The invention of photography not only enjoyed great popularity. The more in demand she became, the more critics there were – like the writer and art critic Charles Baudelaire.
Baudelaire was born in Paris on April 9, 1821. His biography depicts a rather depressed contemporary. One reads about drugs, lack of money, father problems and a suicide attempt. He died at the age of 46 from the long-term effects of syphilis. However, he did not spend his short life idly.
His work includes, among other things, the cycle of poems “The Flowers of Evil” and several essays, reviews, author portraits. He translated Edgar Alle Poe into French for the first time and was an enthusiastic revolutionary.
What is interesting for us is his critique of photography from “Der Salon” from 1859. In it he writes that photography is misjudged as art and is increasingly threatening painting. To create art, imagination was important to him. He could not imagine fantasy in connection with the technical camera.
Since the photographic industry was the refuge of all ailing painters whose talents or diligence were not sufficient to complete their studies, this general overestimation not only bore the mark of blindness and imbecility, but it also had a tinge of revenge . Charles Baudelaire; from: The Salon 1859
As a result, photographers were not artists for him, but on the contrary untalented or even lazy painters who had achieved nothing and now devoted themselves to commercial photography. However, Baudelaire did use the new technique, which is why there are several well-preserved daguerreotypes by well-known photographers such as Nadar.
I wonder what Baudelaire would do and write today. I imagine that not much would change: He lives in Paris, like back then with drugs and prostitutes. On the side, he writes for small left-wing magazines to keep himself afloat and in them eloquently criticizes the contemporary art scene.
And the photography? Baudelaire’s thoughts are still relevant, given the many discussions here and in other magazines. On the one hand, it’s about perfect focus areas. It is now possible to depict reality even more precisely than the human eye can perceive. Technology is often the focus.
On the other hand, there are also photographers who don’t care about showing reality. They try to transport feelings and emotions with their pictures. Perhaps Baudelaire could have enjoyed it after all, would have gone off with a Polaroid camera or some other camera and taken blurry, experimental pictures where you can hardly see anything.
It’s only speculation, of course, but in any case it’s interesting that many photographers today attribute to the first photos, which Baudelaire so criticized at the time, because of their lack of perfection, what he denied them: imagination.
What was Charles Baudelaire known for?
His most famous work, a book of lyric poetry titled Les Fleurs du mal (The Flowers of Evil), expresses the changing nature of beauty in the rapidly industrializing Paris during the mid-19th century.
Who inspired Charles Baudelaire?
- Victor Hugo
- Gustave Flaubert
- Edgar Allan Poe
- Marquis de Sade
- Emanuel Swedenbo
- Joseph de Maistre
How did Baudelaire define modernity?
For Baudelaire, modernity encapsulates the “ephemeral, the fugitive, the contingent half of art” which serves to elucidate the “eternal and the immutable”; it entails observing and engaging the transient to gauge, understand and appreciate the perpetual.
How did Charles Baudelaire influence TS Eliot?
Therefore, as a symbolist poet, Charles Baudelaire influenced T.S. Eliot and like Baudelaire T.S. Eliot focused on the brokenness and falseness of modern experience and he found symbolism close to his era, therefore he took some essential parts as an inspiration.
Who is the father of symbolism?
Symbolism began as a literary movement in France in the 1880s during a period of enormous change and upheaval in Europe. The term first came into circulation in 1886 when the poet Jean Moréas published his ‘Symbolist Manifesto’ in the Parisian newspaper Le Figaro.
What type of poems did Baudelaire write?
In the 1860s, Baudelaire continued to write articles and essays on a wide range of subjects and figures. He was also publishing prose poems, which were posthumously collected in 1869 as Petits poèmes en prose (Little Poems in Prose).
What does the word Baudelaire mean?
A writer of poems
Is Baudelaire a romantic?
Baudelaire is fundamentally a romantic in both senses of the word—as a member of an intellectual and artistic movement that championed sublime passion and the heroism of the individual, and as a poet of erotic verse.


=== DIRECTIONS ===
Reproduce the data that follows character for character, but omit its pictures.
[PROVIDED ENTRIES — start]
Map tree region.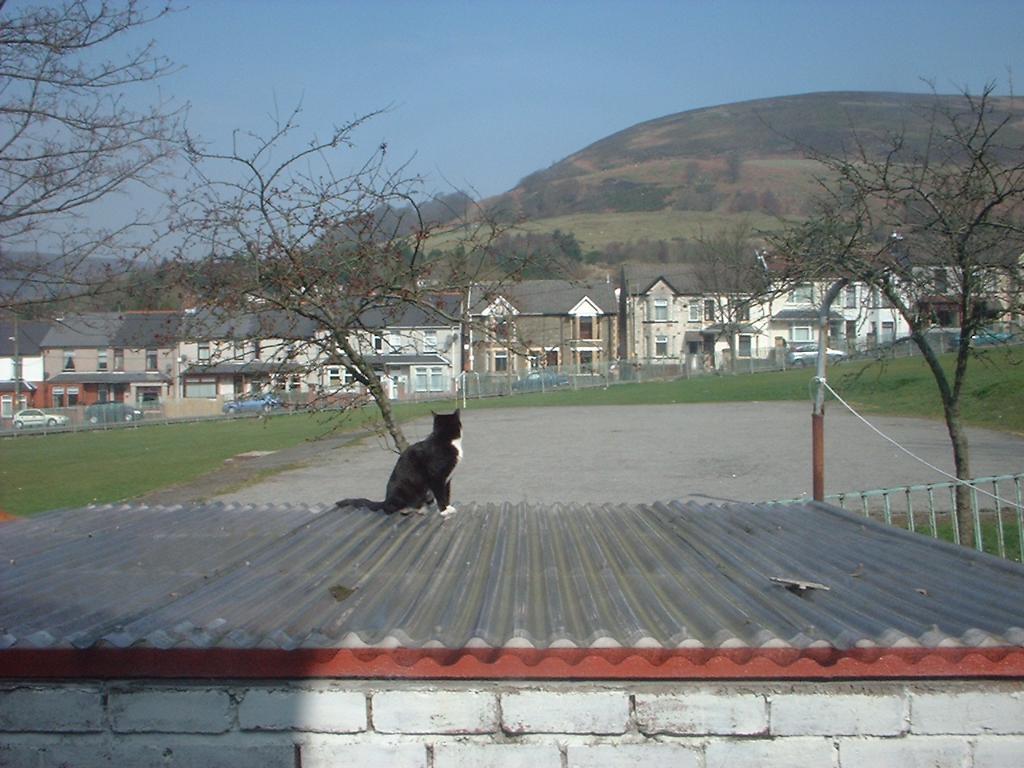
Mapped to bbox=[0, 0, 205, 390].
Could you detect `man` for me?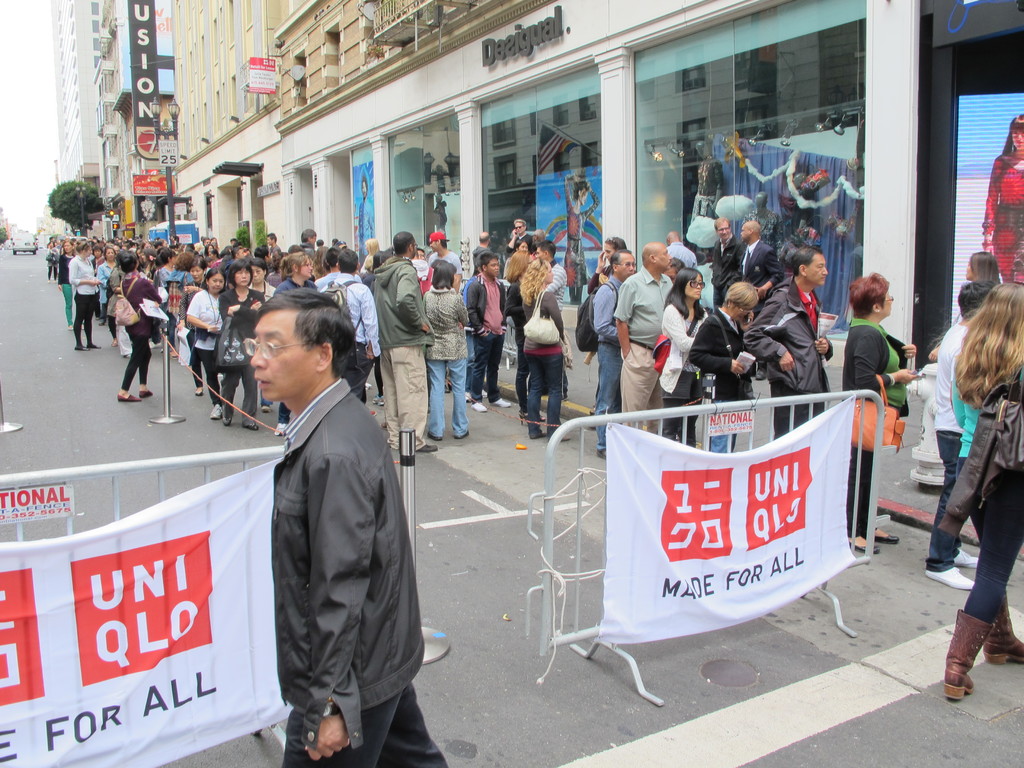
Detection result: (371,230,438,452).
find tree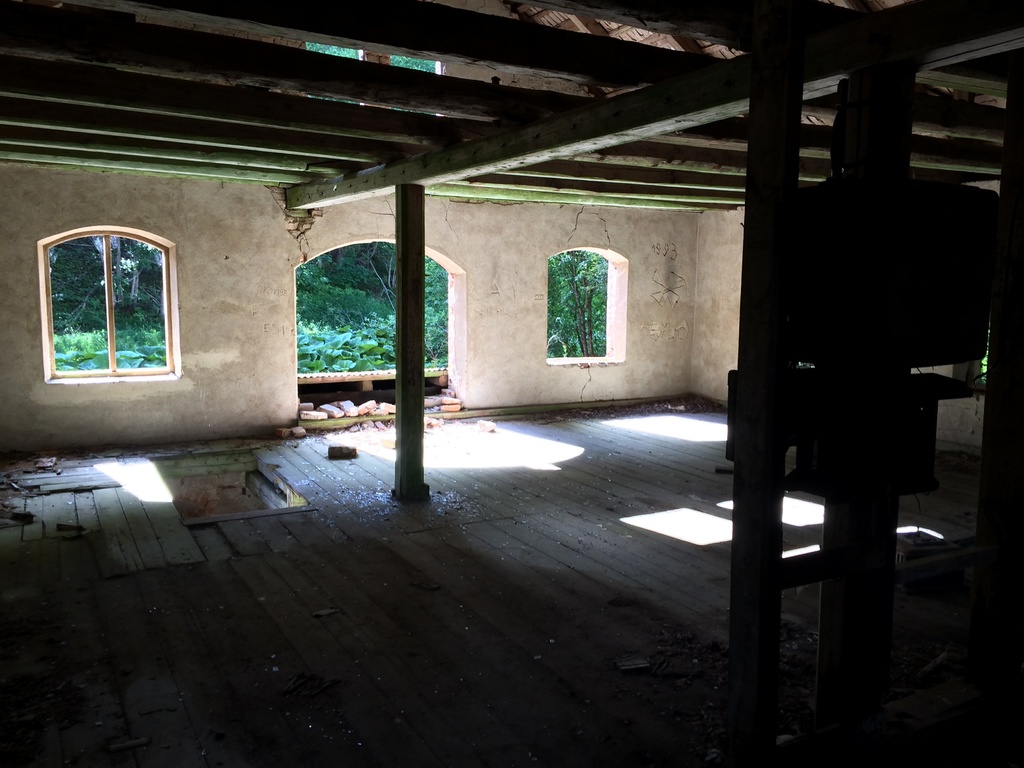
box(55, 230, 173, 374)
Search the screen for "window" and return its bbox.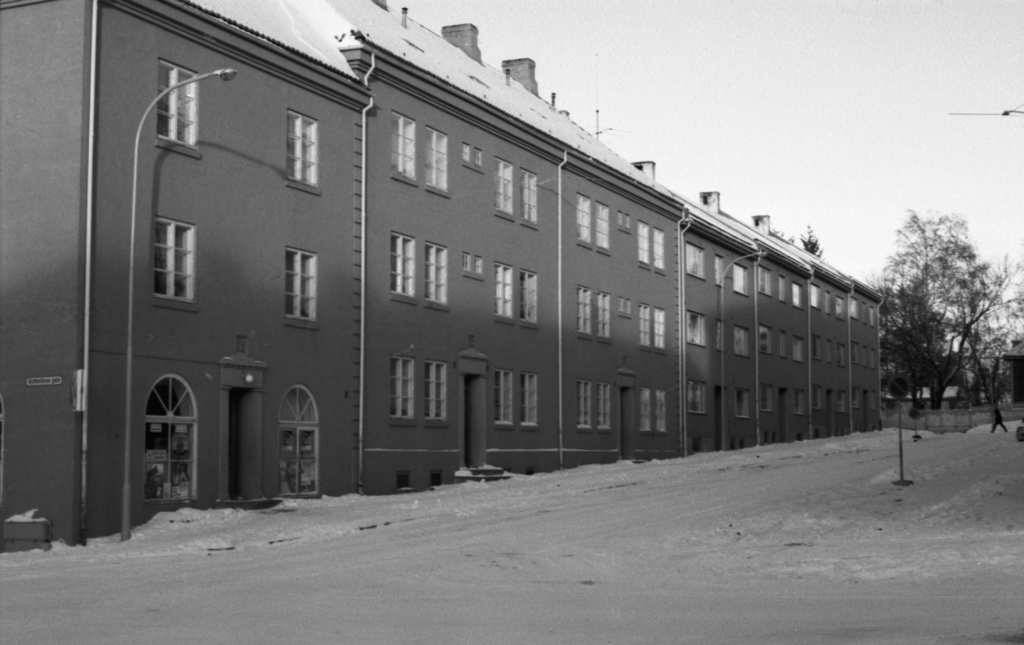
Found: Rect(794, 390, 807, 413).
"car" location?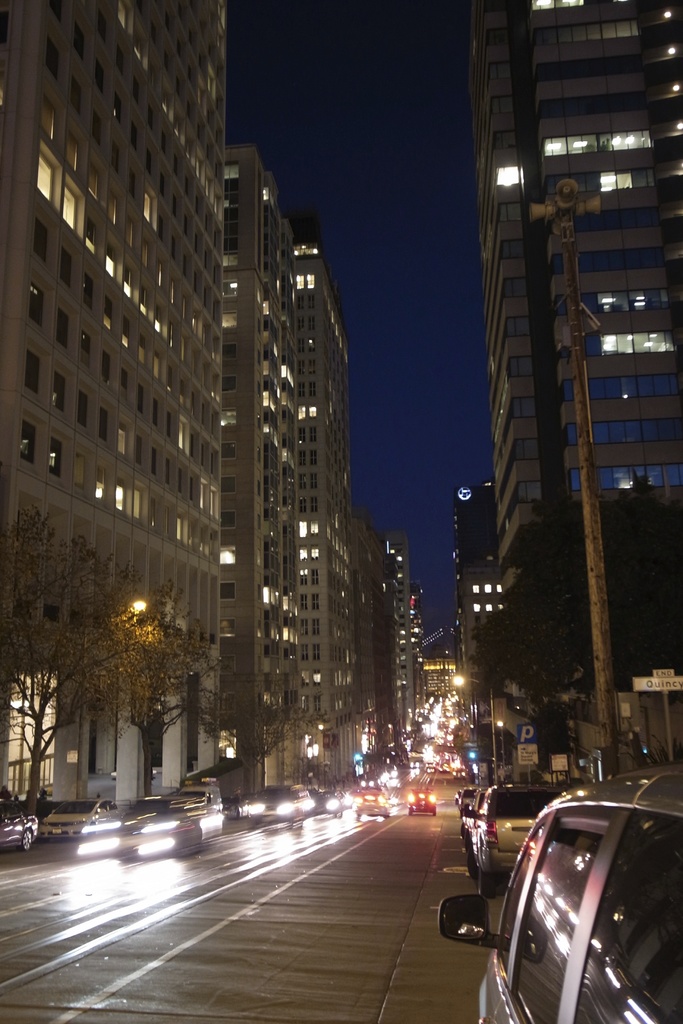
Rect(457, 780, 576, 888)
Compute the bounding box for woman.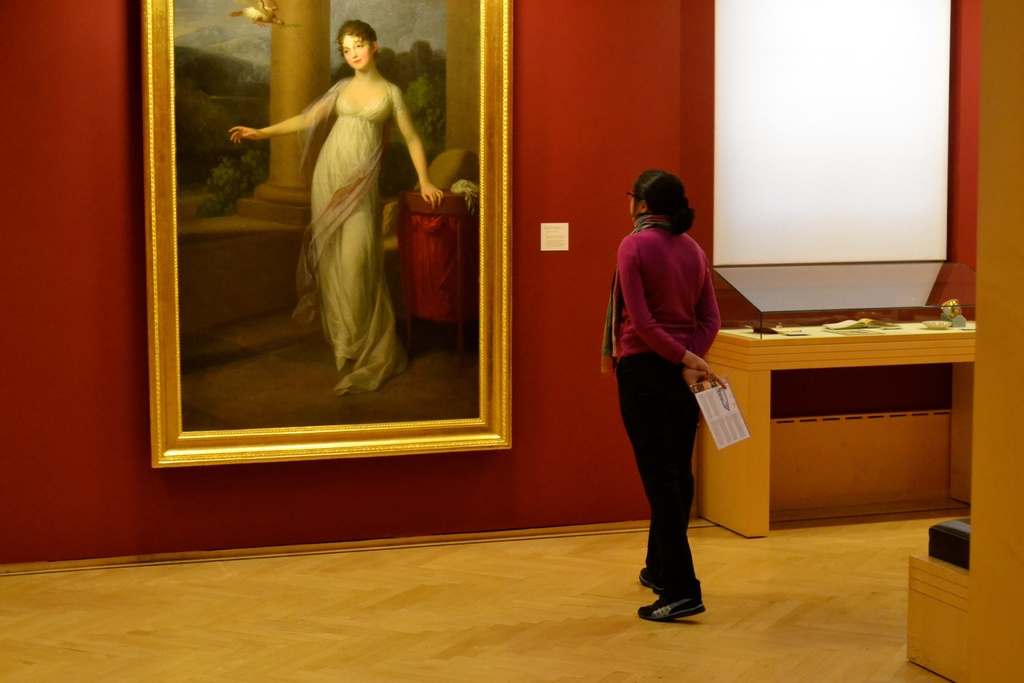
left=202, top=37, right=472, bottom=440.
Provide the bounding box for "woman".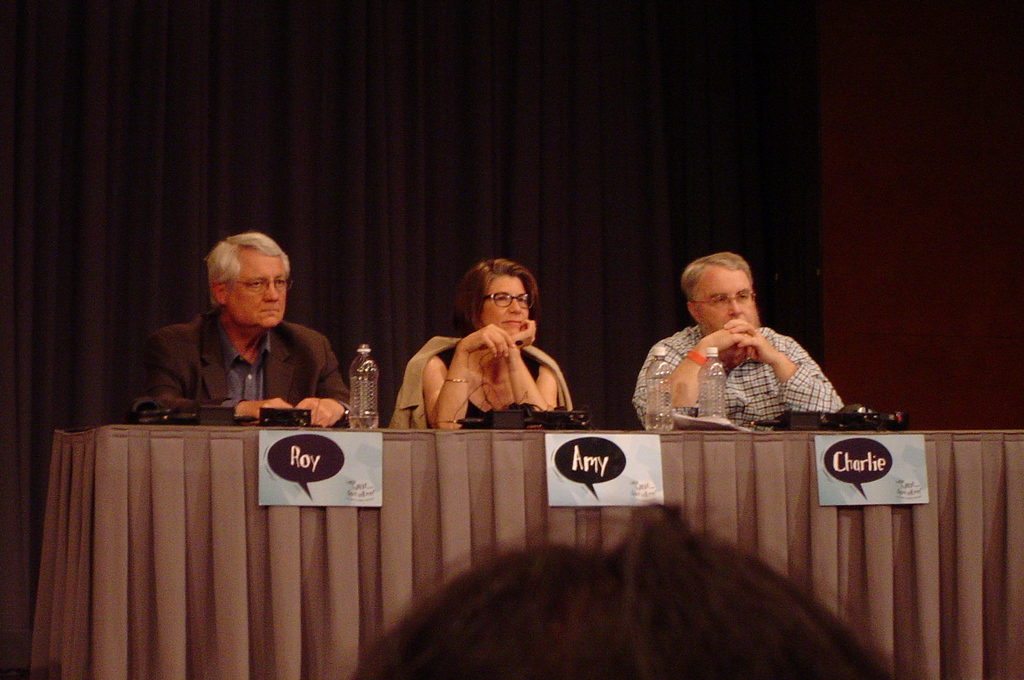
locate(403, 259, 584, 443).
[PROVIDED ENTRIES — finish]
=== RESPONSE ===
Map tree region.
Mapped to bbox=[0, 0, 205, 390].
Could you detect `man` for me?
Detection result: (371,230,438,452).
find tree
box(55, 230, 173, 374)
Search the screen for "window" and return its bbox.
Found: Rect(794, 390, 807, 413).
"car" location?
Rect(457, 780, 576, 888)
Compute the bounding box for woman.
left=202, top=37, right=472, bottom=440.
Provide the bounding box for "woman".
locate(403, 259, 584, 443).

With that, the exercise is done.